Turns out Texas Pete isn't as Texan as some might believe. A Los Angeles man has filed a class action lawsuit accusing Winston-Salem-based T.W. Garner Food Co. of false advertising after learning that its Texas Pete hot sauce is made in North Carolina—not the Lone Star State.
As reported by North Carolina news station WGHP-TV, in Sept. 2021, Philip White purchased a $3 bottle of Texas Pete—which has a label featuring the famed lone white star of the Texas flag and a cartoon cowboy with a lasso— at a Ralph's grocery in Los Angeles. The suit states that White made the purchase while relying "upon the language and images displayed on the front label of the Product, and at the time of purchase understood the Product to be a Texas product," according to the complaint. "There is surprisingly nothing Texas about them," it continues. The complaint also alleges that the ingredients of the Louisiana-style hot sauce come from "sources outside of Texas."
The hot sauce, invented by a North Carolina man named Sam Garner, actually originated at a Winston-Salem barbecue restaurant in 1929, according to The Texas Pete website. The page cites a Dec. 5, 2013 article from the Triad Business Journal that reads: "With a name like Texas Pete, one would think the famed hot sauce is manufactured somewhere in the Lone Star state..."
According to the Texas Pete "About" page, Garner and his sons were thinking of what to name their hot sauce, a marketing advisor recommended the moniker "Mexican Joe" in order "to connote the piquant flavor reminiscent of the favorite foods of our neighbors to the south."
"'Nope! 'It's got to have an American name!'" the website claims Garner said in response. "Sam suggested they move across the border to Texas, which also had a reputation for spicy cuisine. Then he glanced at [his] son Harold whose nickname was 'Pete' and the Texas Pete cowboy was born."
In the suit, White claims that had he known the hot sauce wasn't made in Texas, he wouldn't have bought it. "By representing that its Texas Pete brand hot sauce products are Texas products, when they are not [T.W. Garner Food Co.] has cheated its way to a market-leading position in the $3 billion hot sauce industry at the expense of law-abiding competitors and consumers nationwide who desire authentic Texas hot sauce and reasonably, but incorrectly, believe that is what they are getting when they purchase Texas Pete," the complaint says.
White's complaint asks the court to force Texas Pete to "change its name and brand and to pay up," according to WGHP-TV.
T.W. Garner Food Co. has until Nov. 10 to respond to the complaint.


■ **Instructions to follow**
Pick out every line in the data below that holds "this".

Extracts from a graphics dataset
....................

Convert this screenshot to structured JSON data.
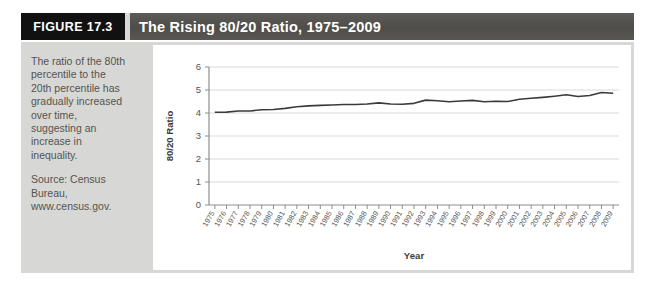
{
  "figure": {
    "number_label": "FIGURE 17.3",
    "title": "The Rising 80/20 Ratio, 1975–2009",
    "caption": "The ratio of the 80th percentile to the 20th percentile has gradually increased over time, suggesting an increase in inequality.",
    "source": "Source: Census Bureau, www.census.gov."
  },
  "colors": {
    "figure_number_background": "#111111",
    "title_bar_background": "#54534f",
    "panel_background": "#d7d7d5",
    "plot_background": "#ffffff",
    "line_color": "#3a3a3a",
    "grid_color": "#d9d9d9",
    "text_color": "#55544f"
  },
  "chart_data": {
    "type": "line",
    "title": "The Rising 80/20 Ratio, 1975–2009",
    "xlabel": "Year",
    "ylabel": "80/20 Ratio",
    "ylim": [
      0,
      6
    ],
    "ytick_labels": [
      "0",
      "1",
      "2",
      "3",
      "4",
      "5",
      "6"
    ],
    "yticks": [
      0,
      1,
      2,
      3,
      4,
      5,
      6
    ],
    "grid": true,
    "legend": "none",
    "categories": [
      "1975",
      "1976",
      "1977",
      "1978",
      "1979",
      "1980",
      "1981",
      "1982",
      "1983",
      "1984",
      "1985",
      "1986",
      "1987",
      "1988",
      "1989",
      "1990",
      "1991",
      "1992",
      "1993",
      "1994",
      "1995",
      "1996",
      "1997",
      "1998",
      "1999",
      "2000",
      "2001",
      "2002",
      "2003",
      "2004",
      "2005",
      "2006",
      "2007",
      "2008",
      "2009"
    ],
    "series": [
      {
        "name": "80/20 Ratio",
        "values": [
          4.03,
          4.04,
          4.09,
          4.09,
          4.14,
          4.15,
          4.2,
          4.27,
          4.31,
          4.33,
          4.35,
          4.37,
          4.37,
          4.39,
          4.44,
          4.39,
          4.38,
          4.42,
          4.56,
          4.53,
          4.49,
          4.52,
          4.55,
          4.49,
          4.51,
          4.5,
          4.6,
          4.64,
          4.68,
          4.73,
          4.79,
          4.72,
          4.76,
          4.89,
          4.86
        ]
      }
    ]
  }
}
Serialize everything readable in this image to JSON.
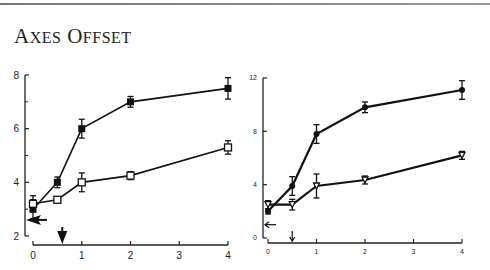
{
  "title": {
    "first_cap": "A",
    "first_rest": "XES",
    "second_cap": "O",
    "second_rest": "FFSET",
    "full": "Axes Offset"
  },
  "chart_data": [
    {
      "type": "line",
      "title": "",
      "xlabel": "",
      "ylabel": "",
      "xlim": [
        0,
        4
      ],
      "ylim": [
        2,
        8
      ],
      "xticks": [
        "0",
        "1",
        "2",
        "3",
        "4"
      ],
      "yticks": [
        "2",
        "4",
        "6",
        "8"
      ],
      "minor_yticks": [
        3,
        5,
        7
      ],
      "grid": false,
      "legend": null,
      "annotations": [
        {
          "type": "arrow-left",
          "at_y": 2.6,
          "note": "arrow pointing left at y-axis"
        },
        {
          "type": "arrow-down",
          "at_x": 0.6,
          "note": "arrow pointing down at x-axis"
        }
      ],
      "x": [
        0,
        0.5,
        1,
        2,
        4
      ],
      "series": [
        {
          "name": "filled squares",
          "marker": "square-filled",
          "values": [
            3.0,
            4.0,
            6.0,
            7.0,
            7.5
          ],
          "errors": [
            0.35,
            0.2,
            0.35,
            0.2,
            0.4
          ]
        },
        {
          "name": "open squares",
          "marker": "square-open",
          "values": [
            3.2,
            3.35,
            4.0,
            4.25,
            5.3
          ],
          "errors": [
            0.3,
            0.1,
            0.35,
            0.15,
            0.25
          ]
        }
      ]
    },
    {
      "type": "line",
      "title": "",
      "xlabel": "",
      "ylabel": "",
      "xlim": [
        0,
        4
      ],
      "ylim": [
        0,
        12
      ],
      "xticks": [
        "0",
        "1",
        "2",
        "3",
        "4"
      ],
      "yticks": [
        "0",
        "4",
        "8",
        "12"
      ],
      "grid": false,
      "legend": null,
      "annotations": [
        {
          "type": "arrow-left",
          "at_y": 1.0,
          "note": "arrow pointing left at y-axis"
        },
        {
          "type": "arrow-down",
          "at_x": 0.5,
          "note": "small arrow pointing down at x-axis"
        }
      ],
      "x": [
        0,
        0.5,
        1,
        2,
        4
      ],
      "series": [
        {
          "name": "filled circles",
          "marker": "circle-filled",
          "values": [
            2.0,
            3.9,
            7.8,
            9.8,
            11.1
          ],
          "errors": [
            0.2,
            0.7,
            0.7,
            0.4,
            0.7
          ]
        },
        {
          "name": "open triangles",
          "marker": "triangle-open",
          "values": [
            2.5,
            2.5,
            3.9,
            4.35,
            6.2
          ],
          "errors": [
            0.3,
            0.4,
            0.9,
            0.3,
            0.3
          ]
        }
      ]
    }
  ]
}
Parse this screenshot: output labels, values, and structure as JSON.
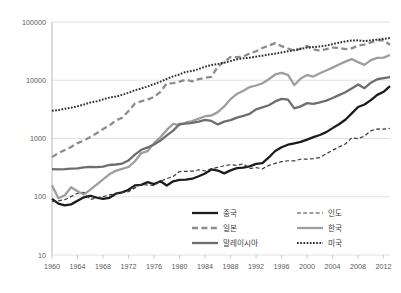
{
  "chart_data": {
    "type": "line",
    "title": "",
    "subtitle": "",
    "xlabel": "",
    "ylabel": "",
    "yscale": "log",
    "ylim": [
      10,
      100000
    ],
    "xlim": [
      1960,
      2013
    ],
    "grid": true,
    "ytick_labels": [
      "100000",
      "10000",
      "1000",
      "100",
      "10"
    ],
    "ytick_values": [
      100000,
      10000,
      1000,
      100,
      10
    ],
    "xtick_labels": [
      "1960",
      "1964",
      "1968",
      "1972",
      "1976",
      "1980",
      "1984",
      "1988",
      "1992",
      "1996",
      "2000",
      "2004",
      "2008",
      "2012"
    ],
    "xtick_values": [
      1960,
      1964,
      1968,
      1972,
      1976,
      1980,
      1984,
      1988,
      1992,
      1996,
      2000,
      2004,
      2008,
      2012
    ],
    "legend_position": "bottom-center",
    "x": [
      1960,
      1961,
      1962,
      1963,
      1964,
      1965,
      1966,
      1967,
      1968,
      1969,
      1970,
      1971,
      1972,
      1973,
      1974,
      1975,
      1976,
      1977,
      1978,
      1979,
      1980,
      1981,
      1982,
      1983,
      1984,
      1985,
      1986,
      1987,
      1988,
      1989,
      1990,
      1991,
      1992,
      1993,
      1994,
      1995,
      1996,
      1997,
      1998,
      1999,
      2000,
      2001,
      2002,
      2003,
      2004,
      2005,
      2006,
      2007,
      2008,
      2009,
      2010,
      2011,
      2012,
      2013
    ],
    "series": [
      {
        "name": "중국",
        "style": "solid",
        "color": "#1c1c1c",
        "width": 2.3,
        "values": [
          92,
          76,
          71,
          74,
          85,
          98,
          104,
          97,
          92,
          96,
          113,
          119,
          132,
          157,
          160,
          178,
          165,
          185,
          156,
          184,
          195,
          197,
          204,
          225,
          251,
          294,
          282,
          252,
          284,
          311,
          317,
          333,
          366,
          377,
          473,
          610,
          709,
          782,
          828,
          873,
          959,
          1053,
          1148,
          1288,
          1508,
          1753,
          2099,
          2694,
          3468,
          3832,
          4550,
          5618,
          6337,
          7900
        ]
      },
      {
        "name": "인도",
        "style": "dotted-dash",
        "color": "#3a3a3a",
        "width": 1.2,
        "values": [
          82,
          85,
          89,
          101,
          115,
          119,
          90,
          96,
          100,
          108,
          112,
          119,
          122,
          142,
          163,
          159,
          156,
          185,
          205,
          223,
          271,
          273,
          275,
          291,
          277,
          304,
          319,
          341,
          355,
          346,
          368,
          304,
          317,
          301,
          346,
          374,
          400,
          415,
          413,
          441,
          443,
          452,
          471,
          547,
          627,
          714,
          806,
          1028,
          993,
          1101,
          1358,
          1458,
          1444,
          1498
        ]
      },
      {
        "name": "일본",
        "style": "dashed",
        "color": "#8c8c8c",
        "width": 2.3,
        "values": [
          479,
          563,
          633,
          717,
          835,
          919,
          1058,
          1230,
          1450,
          1669,
          2038,
          2272,
          2967,
          3975,
          4354,
          4659,
          5197,
          6336,
          8822,
          8903,
          9465,
          10212,
          9576,
          10427,
          10985,
          11465,
          17112,
          20748,
          25059,
          24833,
          25359,
          28915,
          31462,
          35766,
          39269,
          43440,
          38437,
          35022,
          31902,
          35022,
          38532,
          33846,
          32289,
          34082,
          36442,
          35781,
          34102,
          35275,
          39339,
          40855,
          44508,
          48168,
          48603,
          40454
        ]
      },
      {
        "name": "한국",
        "style": "solid",
        "color": "#9e9e9e",
        "width": 2.3,
        "values": [
          158,
          94,
          106,
          146,
          124,
          109,
          133,
          161,
          198,
          243,
          279,
          301,
          324,
          407,
          563,
          608,
          833,
          1048,
          1406,
          1784,
          1704,
          1883,
          1983,
          2199,
          2413,
          2482,
          2835,
          3555,
          4749,
          5818,
          6610,
          7637,
          8127,
          8885,
          10385,
          12565,
          13404,
          12404,
          8282,
          10672,
          12257,
          11561,
          13165,
          14673,
          16496,
          18658,
          20917,
          23101,
          20475,
          18339,
          22151,
          24156,
          24454,
          27103
        ]
      },
      {
        "name": "말레이시아",
        "style": "solid",
        "color": "#6e6e6e",
        "width": 2.3,
        "values": [
          299,
          294,
          297,
          304,
          308,
          319,
          325,
          323,
          330,
          351,
          358,
          371,
          420,
          528,
          640,
          702,
          791,
          920,
          1130,
          1366,
          1775,
          1807,
          1851,
          1945,
          2091,
          2000,
          1746,
          1944,
          2065,
          2285,
          2442,
          2654,
          3165,
          3428,
          3724,
          4330,
          4798,
          4638,
          3284,
          3560,
          4045,
          3914,
          4166,
          4462,
          4951,
          5563,
          6218,
          7243,
          8475,
          7292,
          9069,
          10405,
          10835,
          11308
        ]
      },
      {
        "name": "미국",
        "style": "dotted",
        "color": "#2e2e2e",
        "width": 2.0,
        "values": [
          3007,
          3067,
          3244,
          3375,
          3574,
          3828,
          4146,
          4336,
          4696,
          5032,
          5234,
          5609,
          6094,
          6726,
          7226,
          7801,
          8592,
          9453,
          10565,
          11674,
          12575,
          13976,
          14434,
          15544,
          17121,
          18237,
          19071,
          20039,
          21417,
          22857,
          23889,
          24342,
          25419,
          26387,
          27695,
          28691,
          29968,
          31459,
          32854,
          34515,
          36335,
          37133,
          38023,
          39496,
          41713,
          44115,
          46299,
          47976,
          48383,
          47100,
          48374,
          49781,
          51457,
          52980
        ]
      }
    ]
  },
  "legend": {
    "entries": [
      {
        "label": "중국",
        "col": 0,
        "swatch": "solid-thick-black"
      },
      {
        "label": "일본",
        "col": 0,
        "swatch": "dashed-gray"
      },
      {
        "label": "말레이시아",
        "col": 0,
        "swatch": "solid-gray"
      },
      {
        "label": "인도",
        "col": 1,
        "swatch": "dashed-thin-dark"
      },
      {
        "label": "한국",
        "col": 1,
        "swatch": "solid-lightgray"
      },
      {
        "label": "미국",
        "col": 1,
        "swatch": "dotted-dark"
      }
    ]
  }
}
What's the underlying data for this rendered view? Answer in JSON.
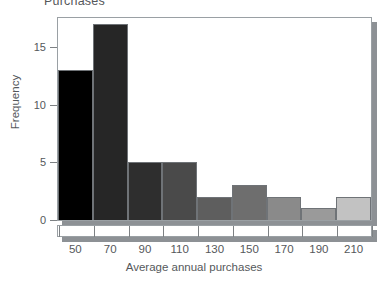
{
  "title": {
    "text": "Purchases",
    "cropped": true
  },
  "chart_data": {
    "type": "bar",
    "title": "Purchases",
    "xlabel": "Average annual purchases",
    "ylabel": "Frequency",
    "categories": [
      "50",
      "70",
      "90",
      "110",
      "130",
      "150",
      "170",
      "190",
      "210"
    ],
    "values": [
      13,
      17,
      5,
      5,
      2,
      3,
      2,
      1,
      2
    ],
    "bin_edges": [
      40,
      60,
      80,
      100,
      120,
      140,
      160,
      180,
      200,
      220
    ],
    "bin_width": 20,
    "ylim": [
      0,
      17.5
    ],
    "xlim": [
      40,
      220
    ],
    "yticks": [
      0,
      5,
      10,
      15
    ],
    "ytick_labels": [
      "0",
      "5",
      "10",
      "15"
    ],
    "xtick_labels": [
      "50",
      "70",
      "90",
      "110",
      "130",
      "150",
      "170",
      "190",
      "210"
    ],
    "grid": false,
    "legend": false,
    "bar_colors": [
      "#000000",
      "#262626",
      "#2e2e2e",
      "#4a4a4a",
      "#5e5e5e",
      "#6e6e6e",
      "#8a8a8a",
      "#9a9a9a",
      "#c2c2c2"
    ],
    "bar_edge_color": "#6f7377",
    "frame_color": "#9aa0a4",
    "shadow_color": "#8d9195",
    "text_color": "#55585b"
  }
}
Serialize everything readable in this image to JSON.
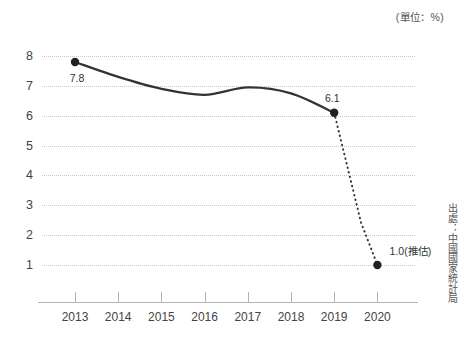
{
  "chart_data": {
    "type": "line",
    "title": "",
    "unit_caption": "(單位：%)",
    "source_note": "出處：中國國家統計局",
    "xlabel": "",
    "ylabel": "",
    "categories": [
      "2013",
      "2014",
      "2015",
      "2016",
      "2017",
      "2018",
      "2019",
      "2020"
    ],
    "ylim": [
      0,
      8
    ],
    "y_ticks": [
      "8",
      "7",
      "6",
      "5",
      "4",
      "3",
      "2",
      "1"
    ],
    "y_tick_values": [
      8,
      7,
      6,
      5,
      4,
      3,
      2,
      1
    ],
    "grid": true,
    "legend": "none",
    "series": [
      {
        "name": "中國GDP成長率",
        "values": [
          7.8,
          7.3,
          6.9,
          6.7,
          6.95,
          6.75,
          6.1,
          1.0
        ],
        "style": "solid-to-dotted",
        "solid_through_index": 6,
        "projected_index": 7
      }
    ],
    "markers": [
      {
        "category": "2013",
        "value": 7.8
      },
      {
        "category": "2019",
        "value": 6.1
      },
      {
        "category": "2020",
        "value": 1.0
      }
    ],
    "data_labels": [
      {
        "text": "7.8",
        "category": "2013",
        "value": 7.8
      },
      {
        "text": "6.1",
        "category": "2019",
        "value": 6.1
      },
      {
        "text": "1.0(推估)",
        "category": "2020",
        "value": 1.0
      }
    ],
    "colors": {
      "line": "#333333",
      "marker": "#222222",
      "gridline": "#c9c9c9",
      "axis": "#b4b4b4",
      "text": "#3a3a3a",
      "background": "#ffffff"
    }
  }
}
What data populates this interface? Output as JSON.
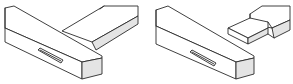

....................

■ **Answer space**
Convert this screenshot to structured JSON data.
Serialize everything readable in this image to JSON.
Parse this screenshot: output labels, values, and structure as JSON.
What's the underlying data for this rendered view? Answer in JSON.
Serialize everything readable in this image to JSON.
What data populates this interface? Output as JSON.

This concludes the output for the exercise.